Solo Performances
Leah Lakshmi Piepzna-Samarasinha
Come for the crip ingenuity; stay for the smooth feels of what it is to be each other’s everything.
Arika have been creating events since 2001. The Archive is space to share the documentation of our work, over 600 events from the past 20 years. Browse the archive by event, artists and collections, explore using theme pairs, or use the index for a comprehensive overview.
Come for the crip ingenuity; stay for the smooth feels of what it is to be each other’s everything.
These simple, one-take videos, relate personal experiences to the current conflicts in the Middle East via the most basic of means (a hotel room, a camcorder, John’s personal thoughts, concerns and convictions).
Wave Formations is a 5 screen work in which each screen runs through a series of fades and then stroboscopic flashes of colour, to create a series of visual harmonics.
For day two of Ultra-red’s project, the investigation will take up protocols for listening to the sound of freedom composed and facilitated by the Vogue’ology collective.
Taking over the gallery spaces at Dundee Contemporary Arts, the first Kill Your Timid Notion presented a 3 day programme of live immersive experiences and specially curated film programmes.
A full-blooded, emotional attempt to reinvigorate improvisation from a musically inclined philosopher and two philosophically inclined improvisers.
Emotional fantasies, towers of cakes, identity troubles, collapsed distance and time and Samuel R. Delany’s rarely seen 1971 film The Orchid.
Glasgow. Power electronic klutz behaviour by Kovorox sound head-honcho. Bruised bodies and broken microphones.
Sax/Drums duo of raucous, pealing noise, and cries of beguiling lyricism, whispered sax phrases float in a timbral cloud of bowed metal and rumbling toms.
A conversation between Philip and Moten: how do we read NourbeSe’s anti-narrative poetic lament in Glasgow today, given the city’s role in the history of slavery?
A celebration of the release of four books written by members of, and focused on about the House and Ballroom scene.
Munehiro Narita’s Kyoaku No Intention (Worst Intentions) fired out some of the most compelling no-wave improvised rock of the 80s.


_Work request_
Reproduce every record below exactly as written, leaving out any pictures.

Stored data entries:
▶

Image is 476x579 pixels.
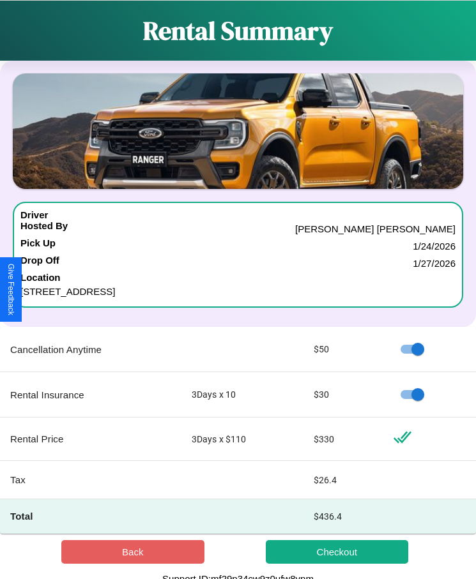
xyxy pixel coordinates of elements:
[413,255,456,272] p: 1 / 27 / 2026
[20,283,456,300] p: [STREET_ADDRESS]
[10,387,171,404] p: Rental Insurance
[181,418,303,461] td: 3 Days x $ 110
[10,510,171,523] h4: Total
[20,220,68,238] h4: Hosted By
[266,541,409,564] button: Checkout
[295,220,456,238] p: [PERSON_NAME] [PERSON_NAME]
[143,13,333,48] h1: Rental Summary
[10,431,171,448] p: Rental Price
[20,272,456,283] h4: Location
[303,418,383,461] td: $ 330
[303,327,383,372] td: $ 50
[20,255,59,272] h4: Drop Off
[10,472,171,489] p: Tax
[303,461,383,500] td: $ 26.4
[10,341,171,358] p: Cancellation Anytime
[20,238,56,255] h4: Pick Up
[61,541,204,564] button: Back
[181,372,303,418] td: 3 Days x 10
[6,264,15,316] div: Give Feedback
[303,372,383,418] td: $ 30
[303,500,383,534] td: $ 436.4
[413,238,456,255] p: 1 / 24 / 2026
[20,210,48,220] h4: Driver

◀

_Final answer_
Image is 476x579 pixels.
xyxy pixel coordinates of elements:
[413,255,456,272] p: 1 / 27 / 2026
[20,283,456,300] p: [STREET_ADDRESS]
[10,387,171,404] p: Rental Insurance
[181,418,303,461] td: 3 Days x $ 110
[10,510,171,523] h4: Total
[20,220,68,238] h4: Hosted By
[266,541,409,564] button: Checkout
[295,220,456,238] p: [PERSON_NAME] [PERSON_NAME]
[143,13,333,48] h1: Rental Summary
[10,431,171,448] p: Rental Price
[20,272,456,283] h4: Location
[303,418,383,461] td: $ 330
[303,327,383,372] td: $ 50
[20,255,59,272] h4: Drop Off
[10,472,171,489] p: Tax
[303,461,383,500] td: $ 26.4
[10,341,171,358] p: Cancellation Anytime
[20,238,56,255] h4: Pick Up
[61,541,204,564] button: Back
[181,372,303,418] td: 3 Days x 10
[6,264,15,316] div: Give Feedback
[303,372,383,418] td: $ 30
[303,500,383,534] td: $ 436.4
[413,238,456,255] p: 1 / 24 / 2026
[20,210,48,220] h4: Driver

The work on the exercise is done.